Unexamined Faith

A trader of religion distributing the Gita


My last post was: When Religion Becomes a Weapon. It dealt with the malicious use of social media by people who claim to be defenders of their religion and god(s). If social media was their weapon in that post, scripture is in this.  

Three decades ago, Tracey Emin installed a work of art at an exhibition at the South London Gallery. She called it Everyone I Have Ever Slept With 1963-1995. The British press screamed about Tracey Emin’s scandalous new “exhibition of promiscuity.” But if you actually went to the gallery, you wouldn’t find a painting or a scandalous photo. You would find a small, ordinary camping tent sitting on the floor. To see the artwork, you would have to physically lower yourself, crawl through the zipped door, and sit on a mattress inside.

And what was inside? Lit by a single hanging bulb, the interior walls were softly lined with 102 names hand-stitched into the fabric. It wasn’t a libidinous shout; it was a quiet, claustrophobic sanctuary of memory. The list of people Tracey Emin slept with contained names of her own mother, grandmother, twin brother, and aborted foetuses.

The public that condemned her notorious and rebellious hypersexuality hadn’t bothered to go in and check what her “Tent” actually contained. They assumed that the list contained the names of 102 men she had slept with. After all, she was a rebel artist who started sleeping with older men right from the age of 13. But her present artwork was about the “intimacy of sleep” (in Andrew Marr’s words).  

Reading about Emin in Marr’s book on the Second Elizabethan England, I was poked to draw an analogy between her experience and what happens with religions today (at any time, in fact).

People judged and labelled Emin without even bothering to check what her list of 102 contained. The same happens with religion and scriptures. Believers hardly go in and experience religion and hardly bother to read the scriptures, let alone reflect on them. And so we have all this violence and fanaticism and what not, in the name of religion.

If it is absurd to condemn a work of art based entirely on its title, consider how we approach the ultimate text: scripture. Across the globe, millions are ready to argue, fight, and even go to war over books they have never actually read, let alone meditated upon.

The holy book is not a guide for living today. It is a totem: a sacred object that can mean many things including divinity and communal identity. Like a tribal badge. People don’t read it and get enlightenment. Instead they brandish it like a flag to show which ‘team’ they belong to.

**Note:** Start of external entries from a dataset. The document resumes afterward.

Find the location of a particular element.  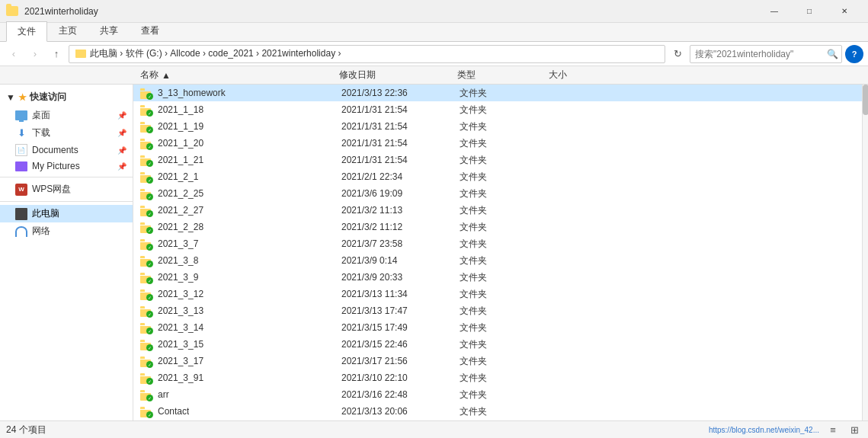

file-name: 2021_2_1 is located at coordinates (178, 177).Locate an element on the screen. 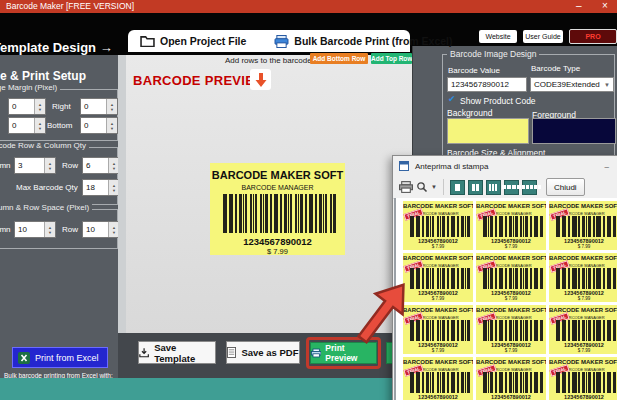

Just as people judged Emin by a single title, religious folks often rely on isolated, out-of-context soundbites passed down by influencers or polarising leaders, completely ignoring the overarching themes of compassion, justice, or mysticism.

The most terrible and shameful irony is that people engage in ungodly behaviour (hatred, violence, abuse) to defend a God whose core commandment in those very scriptures is love and humility.

If Emins’ shrieking, moralistic critics had done a little inquiry into her life, they would have come to know about the sad background that made her what she became. She came from what Marr calls “the down-at-heel seaside town of Margate.” She was a child of unmarried parents. Her Turkish Cypriot father had no less than 23 children whom he acknowledged, and many others whom he didn’t know. Margate in the days of Emin’s childhood was a place of fairgrounds, discos, cheap pubs and a great deal of underage sex.

Emin wrote in her memoir later how much she yearned to be “touched” by a loving man. Too many men touched her – but only lust, no love.

Too many devotees touch religion. Only fever of fervour, no experience of the divine.